Step 3: Creating the Visual Identity
This is usually the stage clients imagine first, because it’s where the visible design work begins. The visual identity often includes:
Logo Design
Usually there are multiple versions:
Main logo
Simplified logo
Icon or symbol
Light and dark variations
Horizontal and stacked versions
The idea is flexibility. A logo needs to work on websites, packaging, social media, print, and sometimes very small spaces.
Colour Palette
A designer selects a core palette that reflects the brand personality. This often includes:
Primary brand colours
Secondary supporting colours
Neutral tones
Accessibility considerations
Hex, RGB, and CMYK values
Good colour systems aren’t just aesthetic. They help create consistency across digital and print materials.
Typography
Fonts shape perception far more than people realise.
A modern sans-serif can feel clean and technical.
A serif can feel editorial or established.
Rounded typography can feel approachable and friendly.
Designers will usually define:
Heading fonts
Body copy fonts
Font hierarchy
Spacing rules
Web-safe alternatives where needed
Imagery Style
This section defines how photography and graphics should feel. For example:
Bright and natural
Dark and cinematic
Minimal and clean
Documentary style
Illustration-led
High contrast and bold
This helps future content remain visually cohesive.
Step 4: Building the Brand System
At this point, branding moves beyond individual assets and becomes a usable system. Because a logo alone is not a brand. A designer starts defining how all the pieces work together:
Layout structures
Grid systems
Icon styles
Button styles
Social media formats
Website UI direction
Graphic elements and patterns
This stage is especially important for digital brands because consistency across platforms creates familiarity. And familiarity builds confidence.
Step 5: Defining Tone of Voice
One thing many people overlook is that brand guidelines are not only visual. They also define communication style. This might include:
Writing tone
Vocabulary preferences
Sentence structure
Messaging examples
Social media tone
Words to avoid
For example, a law firm and a creative agency might both offer consultancy services, but the way they communicate should feel entirely different. Tone of voice creates emotional consistency. And when the visual identity and verbal identity align properly, the brand starts feeling believable.

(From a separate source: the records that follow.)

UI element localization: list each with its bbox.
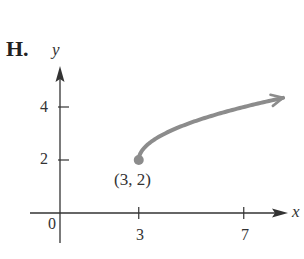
function-curve <box>139 98 283 160</box>
x-tick-label-7: 7 <box>241 226 249 244</box>
y-tick-label-4: 4 <box>40 98 48 116</box>
start-point-label: (3, 2) <box>114 170 151 190</box>
y-tick-label-2: 2 <box>40 150 48 168</box>
axis-ticks <box>58 107 244 219</box>
origin-label: 0 <box>48 215 56 233</box>
y-axis-label: y <box>52 40 60 60</box>
x-axis-label: x <box>292 202 300 222</box>
start-point-marker <box>134 155 144 165</box>
function-graph <box>0 0 304 259</box>
x-tick-label-3: 3 <box>136 226 144 244</box>
panel-label: H. <box>6 36 29 62</box>
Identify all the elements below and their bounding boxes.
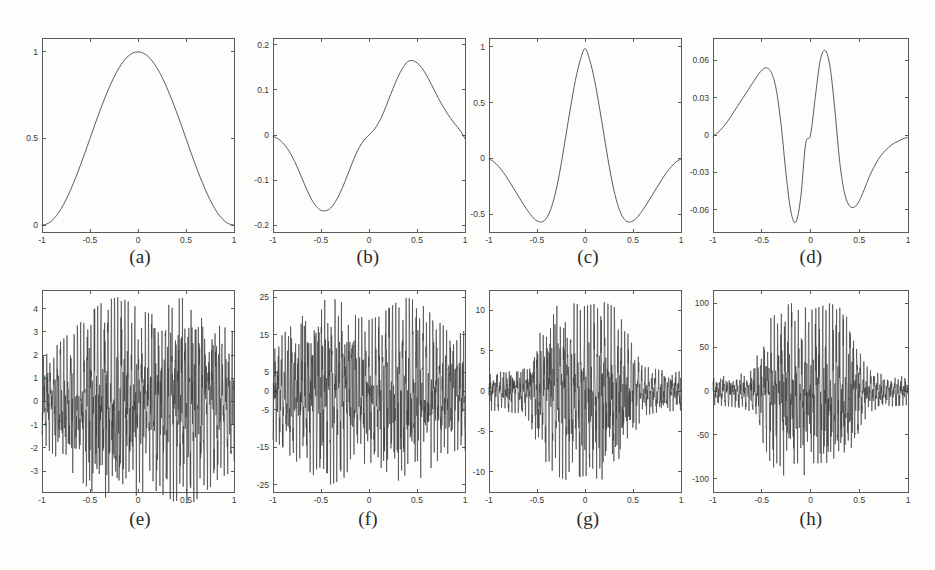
svg-text:0.5: 0.5 xyxy=(473,98,485,108)
svg-text:0: 0 xyxy=(480,153,485,163)
svg-text:15: 15 xyxy=(260,330,270,340)
panel-c-plot: -1-0.500.51-0.500.51 xyxy=(447,26,687,246)
svg-text:0: 0 xyxy=(367,495,372,505)
svg-text:-1: -1 xyxy=(709,235,717,245)
svg-text:1: 1 xyxy=(906,495,911,505)
svg-text:-10: -10 xyxy=(473,467,486,477)
svg-text:0.5: 0.5 xyxy=(627,495,639,505)
svg-text:-1: -1 xyxy=(38,235,46,245)
svg-text:-2: -2 xyxy=(30,443,38,453)
svg-text:0: 0 xyxy=(264,130,269,140)
svg-text:-1: -1 xyxy=(485,235,493,245)
svg-text:-5: -5 xyxy=(261,405,269,415)
svg-text:0: 0 xyxy=(480,386,485,396)
svg-text:0.5: 0.5 xyxy=(26,133,38,143)
svg-text:1: 1 xyxy=(906,235,911,245)
svg-text:-1: -1 xyxy=(30,420,38,430)
svg-text:-0.03: -0.03 xyxy=(690,167,710,177)
svg-text:-1: -1 xyxy=(38,495,46,505)
svg-text:0.06: 0.06 xyxy=(692,55,709,65)
svg-text:-0.5: -0.5 xyxy=(83,235,98,245)
svg-text:-25: -25 xyxy=(257,480,270,490)
panel-b: -1-0.500.51-0.2-0.100.10.2 xyxy=(231,26,471,246)
svg-text:0: 0 xyxy=(264,386,269,396)
svg-text:-0.5: -0.5 xyxy=(470,209,485,219)
svg-text:-100: -100 xyxy=(692,474,709,484)
panel-h-plot: -1-0.500.51-100-50050100 xyxy=(666,278,916,506)
svg-text:1: 1 xyxy=(480,42,485,52)
svg-text:-1: -1 xyxy=(485,495,493,505)
svg-text:-0.5: -0.5 xyxy=(83,495,98,505)
panel-e-plot: -1-0.500.51-3-2-101234 xyxy=(0,278,240,506)
svg-text:0.5: 0.5 xyxy=(411,495,423,505)
svg-text:0: 0 xyxy=(583,495,588,505)
panel-a-plot: -1-0.500.5100.51 xyxy=(0,26,240,246)
svg-text:1: 1 xyxy=(33,373,38,383)
panel-f: -1-0.500.51-25-15-5051525 xyxy=(231,278,471,506)
svg-text:5: 5 xyxy=(480,346,485,356)
svg-text:2: 2 xyxy=(33,350,38,360)
svg-text:3: 3 xyxy=(33,327,38,337)
panel-e: -1-0.500.51-3-2-101234 xyxy=(0,278,240,506)
svg-text:0: 0 xyxy=(704,386,709,396)
panel-b-caption: (b) xyxy=(318,246,418,268)
panel-d: -1-0.500.51-0.06-0.0300.030.06 xyxy=(666,26,916,246)
svg-text:0: 0 xyxy=(808,235,813,245)
panel-a-caption: (a) xyxy=(90,246,190,268)
svg-text:0: 0 xyxy=(136,235,141,245)
svg-text:-0.5: -0.5 xyxy=(530,495,545,505)
svg-text:-50: -50 xyxy=(697,430,710,440)
svg-text:4: 4 xyxy=(33,304,38,314)
panel-f-plot: -1-0.500.51-25-15-5051525 xyxy=(231,278,471,506)
svg-text:0.2: 0.2 xyxy=(257,40,269,50)
panel-g-caption: (g) xyxy=(538,508,638,530)
svg-text:-1: -1 xyxy=(709,495,717,505)
panel-a: -1-0.500.5100.51 xyxy=(0,26,240,246)
svg-text:-1: -1 xyxy=(269,235,277,245)
panel-e-caption: (e) xyxy=(90,508,190,530)
svg-text:0: 0 xyxy=(704,130,709,140)
svg-text:0.1: 0.1 xyxy=(257,85,269,95)
svg-text:-0.5: -0.5 xyxy=(530,235,545,245)
svg-text:0.5: 0.5 xyxy=(411,235,423,245)
svg-text:0.5: 0.5 xyxy=(853,235,865,245)
svg-text:0.5: 0.5 xyxy=(180,235,192,245)
wavelet-figure: -1-0.500.5100.51 (a) -1-0.500.51-0.2-0.1… xyxy=(0,0,935,570)
svg-text:0: 0 xyxy=(33,396,38,406)
svg-text:0: 0 xyxy=(583,235,588,245)
svg-text:0.5: 0.5 xyxy=(180,495,192,505)
svg-text:-0.5: -0.5 xyxy=(314,235,329,245)
svg-text:-3: -3 xyxy=(30,466,38,476)
panel-f-caption: (f) xyxy=(318,508,418,530)
svg-text:0.5: 0.5 xyxy=(627,235,639,245)
svg-text:-15: -15 xyxy=(257,442,270,452)
svg-text:-0.5: -0.5 xyxy=(314,495,329,505)
svg-text:-5: -5 xyxy=(477,426,485,436)
svg-text:50: 50 xyxy=(700,342,710,352)
svg-text:0: 0 xyxy=(33,220,38,230)
panel-g: -1-0.500.51-10-50510 xyxy=(447,278,687,506)
svg-text:-1: -1 xyxy=(269,495,277,505)
panel-g-plot: -1-0.500.51-10-50510 xyxy=(447,278,687,506)
svg-text:0: 0 xyxy=(136,495,141,505)
panel-c-caption: (c) xyxy=(538,246,638,268)
svg-text:-0.5: -0.5 xyxy=(754,235,769,245)
panel-d-plot: -1-0.500.51-0.06-0.0300.030.06 xyxy=(666,26,916,246)
panel-h: -1-0.500.51-100-50050100 xyxy=(666,278,916,506)
svg-text:-0.06: -0.06 xyxy=(690,205,710,215)
svg-text:0.5: 0.5 xyxy=(853,495,865,505)
svg-text:1: 1 xyxy=(33,47,38,57)
svg-text:10: 10 xyxy=(476,305,486,315)
panel-b-plot: -1-0.500.51-0.2-0.100.10.2 xyxy=(231,26,471,246)
panel-h-caption: (h) xyxy=(761,508,861,530)
svg-text:100: 100 xyxy=(695,298,709,308)
svg-text:-0.1: -0.1 xyxy=(254,175,269,185)
svg-text:-0.5: -0.5 xyxy=(754,495,769,505)
svg-text:-0.2: -0.2 xyxy=(254,220,269,230)
svg-text:0.03: 0.03 xyxy=(692,93,709,103)
panel-c: -1-0.500.51-0.500.51 xyxy=(447,26,687,246)
panel-d-caption: (d) xyxy=(761,246,861,268)
svg-text:0: 0 xyxy=(367,235,372,245)
svg-text:0: 0 xyxy=(808,495,813,505)
svg-text:25: 25 xyxy=(260,292,270,302)
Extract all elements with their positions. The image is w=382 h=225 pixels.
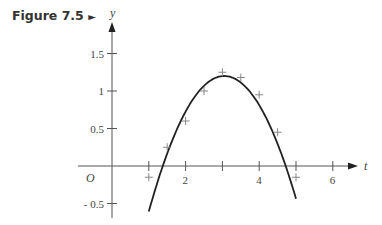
- x-tick-label: 6: [330, 174, 336, 186]
- x-tick-label: 2: [183, 174, 189, 186]
- y-tick-label: - 0.5: [84, 198, 105, 210]
- y-tick-label: 1: [99, 85, 105, 97]
- x-axis-label: t: [364, 159, 368, 173]
- chart: tyO246- 0.50.511.5: [0, 0, 382, 225]
- y-tick-label: 1.5: [90, 48, 104, 60]
- x-tick-label: 4: [256, 174, 262, 186]
- fitted-curve: [149, 76, 296, 212]
- origin-label: O: [86, 171, 95, 185]
- x-axis-arrow-icon: [348, 163, 358, 170]
- data-point-plus-icon: [145, 173, 153, 181]
- data-point-plus-icon: [255, 91, 263, 99]
- y-tick-label: 0.5: [90, 123, 104, 135]
- data-point-plus-icon: [218, 68, 226, 76]
- data-point-plus-icon: [292, 173, 300, 181]
- y-axis-label: y: [109, 6, 116, 20]
- y-axis-arrow-icon: [109, 22, 116, 32]
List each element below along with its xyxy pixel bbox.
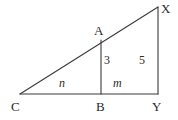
length-label-XY: 5 [139,54,145,66]
length-label-AB: 3 [104,54,110,66]
length-label-CB: n [59,77,65,89]
geometry-figure: C B Y A X 3 5 n m [0,0,178,120]
segment-hypotenuse-CX [20,7,158,94]
length-label-BY: m [113,77,122,89]
vertex-label-B: B [96,100,105,113]
vertex-label-X: X [161,2,170,15]
vertex-label-C: C [11,100,20,113]
vertex-label-A: A [94,24,103,37]
vertex-label-Y: Y [152,100,161,113]
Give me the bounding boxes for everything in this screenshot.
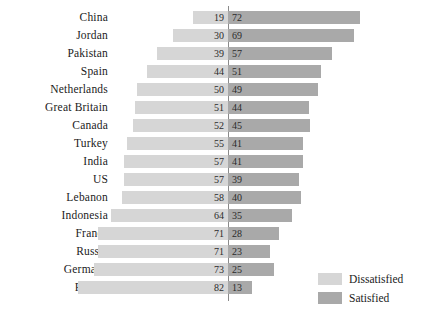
value-label-dissatisfied: 55 (198, 137, 224, 150)
chart-row: Canada5245 (0, 116, 430, 134)
value-label-dissatisfied: 19 (198, 11, 224, 24)
value-label-satisfied: 23 (232, 245, 258, 258)
value-label-satisfied: 51 (232, 65, 258, 78)
value-label-dissatisfied: 57 (198, 173, 224, 186)
bar-group: 5840 (0, 191, 430, 204)
value-label-dissatisfied: 71 (198, 245, 224, 258)
value-label-dissatisfied: 30 (198, 29, 224, 42)
bar-group: 7128 (0, 227, 430, 240)
bar-group: 3957 (0, 47, 430, 60)
value-label-satisfied: 40 (232, 191, 258, 204)
chart-legend: Dissatisfied Satisfied (318, 271, 422, 309)
chart-row: Great Britain5144 (0, 98, 430, 116)
bar-group: 3069 (0, 29, 430, 42)
bar-group: 5741 (0, 155, 430, 168)
bar-group: 5541 (0, 137, 430, 150)
chart-row: India5741 (0, 152, 430, 170)
bar-group: 1972 (0, 11, 430, 24)
value-label-satisfied: 69 (232, 29, 258, 42)
legend-item-dissatisfied: Dissatisfied (318, 271, 422, 287)
value-label-dissatisfied: 57 (198, 155, 224, 168)
value-label-satisfied: 45 (232, 119, 258, 132)
value-label-dissatisfied: 50 (198, 83, 224, 96)
chart-row: China1972 (0, 8, 430, 26)
legend-item-satisfied: Satisfied (318, 290, 422, 306)
bar-group: 7123 (0, 245, 430, 258)
value-label-satisfied: 41 (232, 137, 258, 150)
value-label-satisfied: 57 (232, 47, 258, 60)
chart-row: Pakistan3957 (0, 44, 430, 62)
bar-group: 6435 (0, 209, 430, 222)
chart-row: Russia7123 (0, 242, 430, 260)
value-label-dissatisfied: 73 (198, 263, 224, 276)
chart-row: Netherlands5049 (0, 80, 430, 98)
bar-group: 4451 (0, 65, 430, 78)
legend-swatch-dissatisfied (318, 273, 342, 285)
chart-row: US5739 (0, 170, 430, 188)
value-label-satisfied: 49 (232, 83, 258, 96)
value-label-satisfied: 25 (232, 263, 258, 276)
value-label-dissatisfied: 51 (198, 101, 224, 114)
bar-group: 5739 (0, 173, 430, 186)
value-label-satisfied: 13 (232, 281, 258, 294)
bar-group: 5144 (0, 101, 430, 114)
legend-label-satisfied: Satisfied (349, 290, 389, 306)
value-label-dissatisfied: 44 (198, 65, 224, 78)
chart-row: Jordan3069 (0, 26, 430, 44)
value-label-dissatisfied: 58 (198, 191, 224, 204)
chart-row: Indonesia6435 (0, 206, 430, 224)
bar-group: 5245 (0, 119, 430, 132)
value-label-dissatisfied: 39 (198, 47, 224, 60)
value-label-dissatisfied: 82 (198, 281, 224, 294)
legend-swatch-satisfied (318, 292, 342, 304)
value-label-satisfied: 44 (232, 101, 258, 114)
value-label-satisfied: 39 (232, 173, 258, 186)
value-label-dissatisfied: 71 (198, 227, 224, 240)
chart-row: Spain4451 (0, 62, 430, 80)
chart-row: Lebanon5840 (0, 188, 430, 206)
legend-label-dissatisfied: Dissatisfied (349, 271, 403, 287)
value-label-satisfied: 41 (232, 155, 258, 168)
value-label-dissatisfied: 64 (198, 209, 224, 222)
value-label-satisfied: 28 (232, 227, 258, 240)
chart-row: Turkey5541 (0, 134, 430, 152)
bar-group: 5049 (0, 83, 430, 96)
value-label-satisfied: 72 (232, 11, 258, 24)
value-label-satisfied: 35 (232, 209, 258, 222)
chart-row: France7128 (0, 224, 430, 242)
value-label-dissatisfied: 52 (198, 119, 224, 132)
diverging-bar-chart: China1972Jordan3069Pakistan3957Spain4451… (0, 0, 430, 321)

Step 6: Delivering the Final Brand Guidelines
Once everything has been developed, the designer compiles it into a usable document. This might be:
A PDF brand book
An online brand portal
A presentation deck
Shared design libraries
Downloadable assets and templates
The final delivery often includes:
Brand Guideline Document
The main reference guide explaining the entire system.
Logo Files
Usually supplied in formats like:
SVG
PNG
EPS
PDF
With variations for digital and print use.
Font Information
Including licensing guidance and download links if needed.
Colour Specifications
For web, print, and accessibility consistency.
Templates
Potentially including:
Social media templates
Presentation templates
Email signatures
Business cards
Website components
Image Direction
Moodboards or photography references to guide future content.
Final Thoughts
The strongest brands are recognisable because everything feels connected:
The website
The packaging
The social media
The emails
The printed materials
The messaging
When all of those things align, trust increases naturally. Not because the business looks bigger than it is, but because it feels intentional.
Brand guidelines help businesses grow without losing their identity along the way. For small businesses especially, that consistency becomes increasingly valuable as more people get involved. Designers, developers, marketers, photographers, printers, social media managers , giving everyone the same reference point.
A good designer isn’t just creating a logo. They’re building a visual and communicative framework that allows a business to present itself clearly, consistently, and confidently across every interaction.